Mission Road (Tres Navarre #6)(59)
“I’m sorry, vato,” Ralph said. “What I said earlier, about you being afraid of me and Ana . . . that was out of line.”
“Forget it,” I told him. I didn’t add that he’d probably been right. The comments he’d made were still stinging a little too much.
I knelt next to the hole, waiting for Ralph to speak again.
Then I heard voices outside my bedroom door—the guard and someone else.
I slid the baseball bat under the bed and threw the wall hanging back over the hole. I swung around just as Madeleine White came in the room.
She’d been drinking. I could tell that because I’m a trained detective. Plus she had a half-empty bottle of champagne in her hand, her red dress was slipping off one shoulder and her eyes were half closed.
“You f**king idiot,” she told me.
“Sure, come right in.”
Behind her, my personal doorman protested, “Miss White—”
“Get lost, Virgil.”
“But—”
She wheeled at him. “Get—the f**k—lost.”
Virgil did the smart thing. He got lost.
Madeleine slammed the door. She stared in my direction as if I was in several different places at once. “What is your friend’s problem, letting that f**ker Roe escape?”
“Three f**ks since you walked in,” I said. “Even by my standards, that’s impressive.”
She scowled. “What?”
“If you want to know something about Ralph,” I said, “you’re in the wrong room.”
“Don’t wanna talk to him.”
“Why not?”
“’Cause I got the call for you, didn’t I?”

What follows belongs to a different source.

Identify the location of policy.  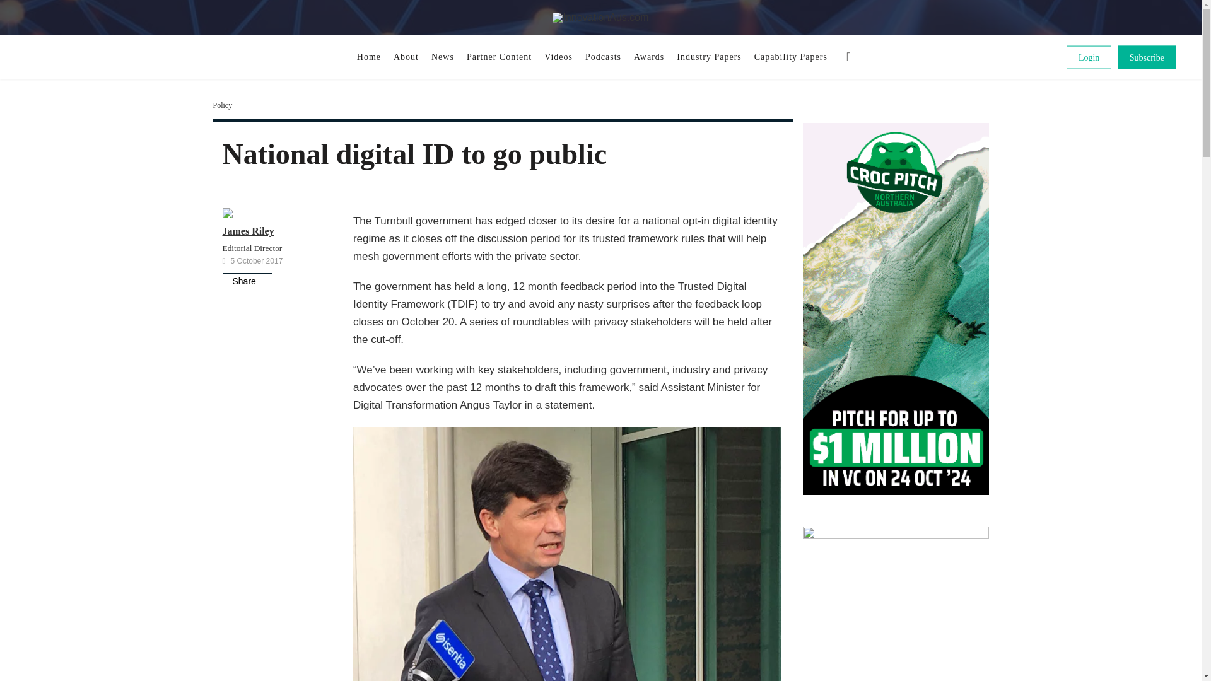
(222, 105).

She set her champagne bottle on the nightstand, fished around in her purse, brought out my cell phone.
I tried to take it.
She pulled it away. “You and Arguello—what are you really after?”
“What was the call, Madeleine?”
“First explain why he let Titus go. Then I’ll decide whether to tell you or my father.”

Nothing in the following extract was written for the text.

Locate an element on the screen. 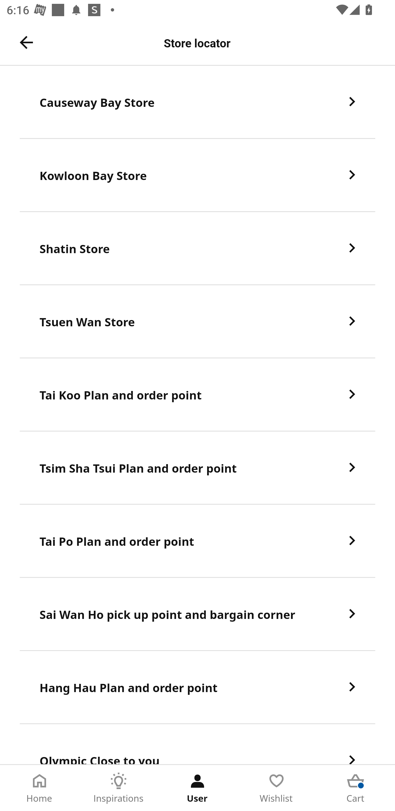  Cart
Tab 5 of 5 is located at coordinates (355, 788).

“Ralph didn’t want to shoot an innocent man.”
“Innocent? Bullshit.”
“You saw Roe. You really think he killed your brother?”

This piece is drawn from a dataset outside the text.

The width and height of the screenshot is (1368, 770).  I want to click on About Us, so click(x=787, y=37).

She sat down hard on the bed.
The straps of her evening dress fell around her arms. Her newly curled hair was coming undone.
She reminded me of one of those elaborate trick knots—the kind that look seaworthy but come apart when a single end is pulled.
“I don’t care whether Roe did it or not,” she said. “I just don’t want my father pissed.”
There was fear in her voice—the terror of somebody facing down an old phobia, staring into the dark closet that scared her as a child.
“If you mean he’ll take it out on you,” I said, “then I’m sorry.”
“I didn’t say that.”
She was still holding my phone. I resisted the urge to grab it.
“Madeleine . . . why did Frankie kill those women?”
She made a fist in the quilt, pulled it over her lap. “You know why. My dad did the same thing when he was young. He liked having power over them. With Frankie . . . it just went too far.”
“No,” I said. “That’s your father’s excuse, but it wasn’t about power for Frankie. Frankie strangled his victims. It was about hatred.”
Madeleine said nothing. She rubbed her arms, as if she could still feel the bruises that used to be there when she was ten years old.
“Frankie hated your father,” I said. “Your father drove your mom to an early grave. Frankie couldn’t take out his anger on his dad, so he took it out on everyone else. Teachers and police. You. Finally, the women along Mission Road, the same area where your father once preyed. Frankie couldn’t hold your father accountable. He didn’t have the courage or strength for that. So he killed those women instead. It was the best he could do.”
Madeleine stared at the letter jacket on the security camera. “I hate this room.”
“Your father put you in that treatment facility partly for your own protection,” I guessed. “He was worried what Frankie might do to you.”
She didn’t answer.
“Don’t try to please your dad,” I told her. “Don’t try to follow in his footsteps.”
“Who says I am?”
“Walk away. Move. Go out of state. Wouldn’t he let you?”
Madeleine smoothed the quilt over her lap. “You moved to California for a while, right?”
“Yes.”
“Did that work for you—just leaving?”
Direct hit.
“Alex is jockeying to take over the operation,” I said. “Once your dad dies, he’ll either force you to marry him or kill you. He’ll have to.”
“He wouldn’t dare.”
“He as much as admitted it,” I said.
Madeleine stood, steadied herself on the bedpost. “Your friend’s wife, the cop lady—she’s getting better.”
I had to make an effort not to look at the hole in the wall. “Is that what the call was about?”
“The call? No. Her condition is a secret. My dad has strings he can pull. Even with doctors. Well . . . especially with doctors, these days. They’re keeping her sedated to keep an eye on her heart rate, but they’ll probably try to bring her around late tomorrow, maybe Monday.”